Email is alive and well! And a critical part of virtually every company’s go-to-market strategy in 2022. The pandemic pushed many of us to engage more directly and more frequently with our databases than ever before.
But has email changed? And if so, how? Key elements of user-generated content (UGC), social media, and in-depth segmentation are leading the charge for new methods of increasing database engagement. But one core tenet of all marketing holds true: always, always, ALWAYS treat humans like humans.
- User-generated content has been shown to improve click-through rates by +32% for B2B and +28% for consumers.
- Superlative language – e.g., “This is our most downloaded content, this is voted most popular” – works and creates a FOMO feeling in users.
- Animated GIFs in emails generate a 31–34% increase in CTR and have little impact on deliverability if done right!
- Segmenting your database as humans based on behaviors and interests – NOT on products and features – is the way to go.

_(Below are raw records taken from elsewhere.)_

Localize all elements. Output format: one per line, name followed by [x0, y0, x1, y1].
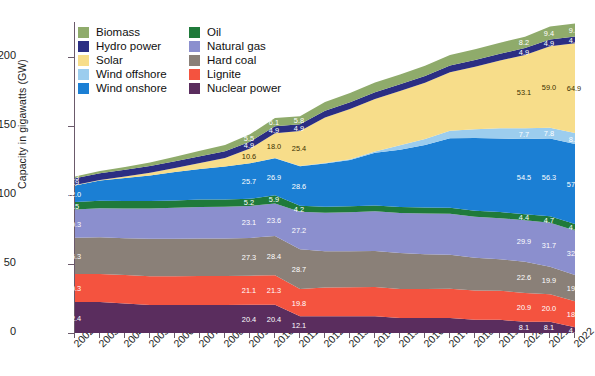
legend-label: Wind onshore	[96, 82, 167, 94]
legend-swatch-icon	[78, 27, 89, 38]
y-axis-tick-label: 0	[0, 325, 16, 337]
y-axis-tick-label: 50	[0, 256, 16, 268]
legend-item[interactable]: Lignite	[189, 68, 281, 80]
y-axis-tick-label: 150	[0, 118, 16, 130]
legend-swatch-icon	[78, 83, 89, 94]
legend-label: Wind offshore	[96, 68, 167, 80]
legend-item[interactable]: Hydro power	[78, 40, 167, 52]
legend-label: Hydro power	[96, 40, 161, 52]
legend-swatch-icon	[189, 55, 200, 66]
chart-root: Capacity in gigawatts (GW) 050100150200 …	[0, 0, 595, 376]
legend-item[interactable]: Wind onshore	[78, 82, 167, 94]
legend-item[interactable]: Nuclear power	[189, 82, 281, 94]
y-axis-tick-label: 200	[0, 49, 16, 61]
chart-legend: BiomassOilHydro powerNatural gasSolarHar…	[78, 26, 281, 94]
legend-item[interactable]: Oil	[189, 26, 281, 38]
y-axis-title: Capacity in gigawatts (GW)	[16, 0, 28, 274]
legend-swatch-icon	[189, 69, 200, 80]
legend-swatch-icon	[78, 69, 89, 80]
legend-label: Lignite	[207, 68, 241, 80]
legend-label: Oil	[207, 26, 221, 38]
legend-label: Solar	[96, 54, 123, 66]
legend-swatch-icon	[189, 41, 200, 52]
legend-item[interactable]: Solar	[78, 54, 167, 66]
legend-item[interactable]: Biomass	[78, 26, 167, 38]
legend-item[interactable]: Natural gas	[189, 40, 281, 52]
legend-swatch-icon	[78, 55, 89, 66]
legend-swatch-icon	[189, 27, 200, 38]
legend-item[interactable]: Wind offshore	[78, 68, 167, 80]
legend-label: Nuclear power	[207, 82, 281, 94]
legend-swatch-icon	[78, 41, 89, 52]
legend-item[interactable]: Hard coal	[189, 54, 281, 66]
legend-swatch-icon	[189, 83, 200, 94]
y-axis-tick-label: 100	[0, 187, 16, 199]
legend-label: Natural gas	[207, 40, 266, 52]
legend-label: Hard coal	[207, 54, 256, 66]
legend-label: Biomass	[96, 26, 140, 38]
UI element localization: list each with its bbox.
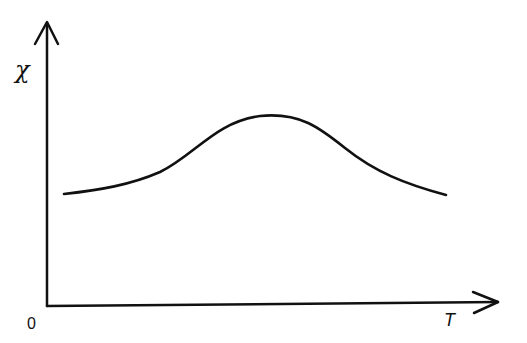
x-axis-line <box>47 302 498 306</box>
x-axis-label: T <box>444 310 455 331</box>
chart-canvas <box>0 0 527 343</box>
data-curve <box>64 115 446 195</box>
y-axis-label: χ <box>15 56 30 84</box>
origin-label: 0 <box>27 315 36 333</box>
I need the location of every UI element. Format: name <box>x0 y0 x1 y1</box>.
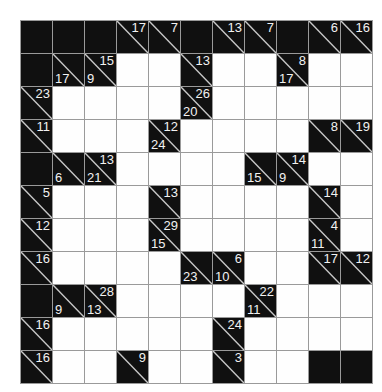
entry-cell[interactable] <box>181 318 212 350</box>
entry-cell[interactable] <box>53 219 84 251</box>
entry-cell[interactable] <box>149 252 180 284</box>
entry-cell[interactable] <box>341 54 372 86</box>
clue-cell: 1321 <box>85 153 116 185</box>
clue-down-value: 24 <box>228 318 242 332</box>
entry-cell[interactable] <box>181 120 212 152</box>
entry-cell[interactable] <box>341 318 372 350</box>
clue-down-value: 14 <box>324 186 338 200</box>
clue-down-value: 12 <box>36 219 50 233</box>
entry-cell[interactable] <box>85 120 116 152</box>
clue-down-value: 7 <box>267 21 274 35</box>
block-cell <box>85 21 116 53</box>
clue-cell: 9 <box>117 351 148 383</box>
entry-cell[interactable] <box>245 318 276 350</box>
entry-cell[interactable] <box>117 318 148 350</box>
entry-cell[interactable] <box>245 252 276 284</box>
entry-cell[interactable] <box>213 120 244 152</box>
clue-cell: 2813 <box>85 285 116 317</box>
entry-cell[interactable] <box>85 318 116 350</box>
entry-cell[interactable] <box>213 54 244 86</box>
entry-cell[interactable] <box>85 252 116 284</box>
entry-cell[interactable] <box>53 120 84 152</box>
entry-cell[interactable] <box>245 87 276 119</box>
clue-down-value: 5 <box>43 186 50 200</box>
entry-cell[interactable] <box>85 186 116 218</box>
entry-cell[interactable] <box>213 87 244 119</box>
entry-cell[interactable] <box>85 351 116 383</box>
entry-cell[interactable] <box>117 252 148 284</box>
entry-cell[interactable] <box>117 120 148 152</box>
entry-cell[interactable] <box>117 87 148 119</box>
entry-cell[interactable] <box>181 153 212 185</box>
entry-cell[interactable] <box>341 219 372 251</box>
entry-cell[interactable] <box>309 54 340 86</box>
entry-cell[interactable] <box>213 186 244 218</box>
entry-cell[interactable] <box>117 285 148 317</box>
entry-cell[interactable] <box>341 87 372 119</box>
entry-cell[interactable] <box>85 219 116 251</box>
entry-cell[interactable] <box>341 153 372 185</box>
clue-down-value: 16 <box>36 318 50 332</box>
clue-cell: 24 <box>213 318 244 350</box>
entry-cell[interactable] <box>309 285 340 317</box>
clue-down-value: 16 <box>356 21 370 35</box>
clue-cell: 817 <box>277 54 308 86</box>
entry-cell[interactable] <box>277 219 308 251</box>
entry-cell[interactable] <box>245 351 276 383</box>
entry-cell[interactable] <box>149 54 180 86</box>
entry-cell[interactable] <box>53 318 84 350</box>
entry-cell[interactable] <box>181 186 212 218</box>
entry-cell[interactable] <box>53 186 84 218</box>
clue-across-value: 10 <box>215 269 229 284</box>
clue-cell: 19 <box>341 120 372 152</box>
entry-cell[interactable] <box>213 153 244 185</box>
clue-across-value: 17 <box>55 71 69 86</box>
entry-cell[interactable] <box>181 351 212 383</box>
entry-cell[interactable] <box>149 87 180 119</box>
clue-cell: 16 <box>341 21 372 53</box>
clue-cell: 149 <box>277 153 308 185</box>
entry-cell[interactable] <box>53 87 84 119</box>
kakuro-grid[interactable]: 1771376161715913817232620111224819613211… <box>20 20 373 384</box>
clue-down-value: 4 <box>331 219 338 233</box>
entry-cell[interactable] <box>341 186 372 218</box>
clue-down-value: 15 <box>100 54 114 68</box>
entry-cell[interactable] <box>341 285 372 317</box>
entry-cell[interactable] <box>213 285 244 317</box>
entry-cell[interactable] <box>245 120 276 152</box>
entry-cell[interactable] <box>53 252 84 284</box>
clue-across-value: 21 <box>87 170 101 185</box>
entry-cell[interactable] <box>277 120 308 152</box>
entry-cell[interactable] <box>149 153 180 185</box>
entry-cell[interactable] <box>181 285 212 317</box>
clue-across-value: 9 <box>87 71 94 86</box>
kakuro-puzzle-page: 1771376161715913817232620111224819613211… <box>0 0 382 392</box>
entry-cell[interactable] <box>117 153 148 185</box>
entry-cell[interactable] <box>85 87 116 119</box>
entry-cell[interactable] <box>149 285 180 317</box>
clue-cell: 7 <box>149 21 180 53</box>
entry-cell[interactable] <box>245 54 276 86</box>
entry-cell[interactable] <box>117 186 148 218</box>
entry-cell[interactable] <box>117 219 148 251</box>
entry-cell[interactable] <box>53 351 84 383</box>
entry-cell[interactable] <box>117 54 148 86</box>
entry-cell[interactable] <box>277 351 308 383</box>
entry-cell[interactable] <box>213 219 244 251</box>
entry-cell[interactable] <box>277 285 308 317</box>
entry-cell[interactable] <box>309 153 340 185</box>
clue-cell: 16 <box>21 252 52 284</box>
clue-down-value: 13 <box>196 54 210 68</box>
entry-cell[interactable] <box>149 351 180 383</box>
entry-cell[interactable] <box>277 318 308 350</box>
entry-cell[interactable] <box>277 87 308 119</box>
entry-cell[interactable] <box>245 186 276 218</box>
entry-cell[interactable] <box>245 219 276 251</box>
entry-cell[interactable] <box>309 318 340 350</box>
entry-cell[interactable] <box>277 252 308 284</box>
entry-cell[interactable] <box>149 318 180 350</box>
entry-cell[interactable] <box>277 186 308 218</box>
entry-cell[interactable] <box>309 87 340 119</box>
clue-cell: 610 <box>213 252 244 284</box>
entry-cell[interactable] <box>181 219 212 251</box>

There are still several “aha’s” to keep in mind, which were generously shared by Jay Schwedelson during his very well-attended talk at the Founders Stage:
- “Tomorrow” in headlines translates to a +28% higher open rate
- Single-offer landing pages generate a +240%+ higher conversion rate
- Follow-up offers on thank you pages generate a 13% CTR
- Use the word “free,” and you will double your open rate
- Redirects longer than 3 seconds generate a +37% abandonment rate
- Black Friday generates a +31% higher open rate than Cyber Monday
- 70% of email traffic occurs within the first 10 minutes of deliveries
- Client testimonials on destination pages increase conversion rates by +27% for B2B and +22% for B2C
- 70% of users who do not open after 30 days will never open another email from you again
- “Watch now” in the subject line increases the conversion rate by +34%
Go-to-market & growing your business
Fundamentally, go-to-market is a collaborative process. Sangram Vajre arrived at this seeming platitude by asking a simple question at the beginning of his session, “How Modern CEOs, Founders, and Revenue Leaders Go-to-Market and Become Leaders in Their Category”: “Who owns go-to-market?”
Across the Founders Stage at INBOUND, multiple audience members chimed in: “The CEO, because they own the company.” “The CMO, because that’s who leads my team.” “RevOps, because they actually speak to the customers.”
Vajre then highlighted that everyone has a stake in and must be an active participant in go-to-market to be successful. One does not have a “marketing problem” or a “sales problem” or a “CX problem” – everyone has a go-to-market problem. To fix your go-to-market, you must actively avoid and overcome the Five Valleys of Death by orchestrating collaboration across all your capabilities: product, marketing, sales, RevOps, and strategy.
- Valley 1: You have a product you love and enhance but no market for it.
- Valley 2: You have a product you can market, but you can’t sell it.
- Valley 3: You have a product you can market and sell, but sales is promising things your product can’t deliver.
- Valley 4: You have a product you can market and sell, but you can’t get renewals.
- Valley 5: You have a product you can market and sell, but you can’t expand contracts in the renewal process.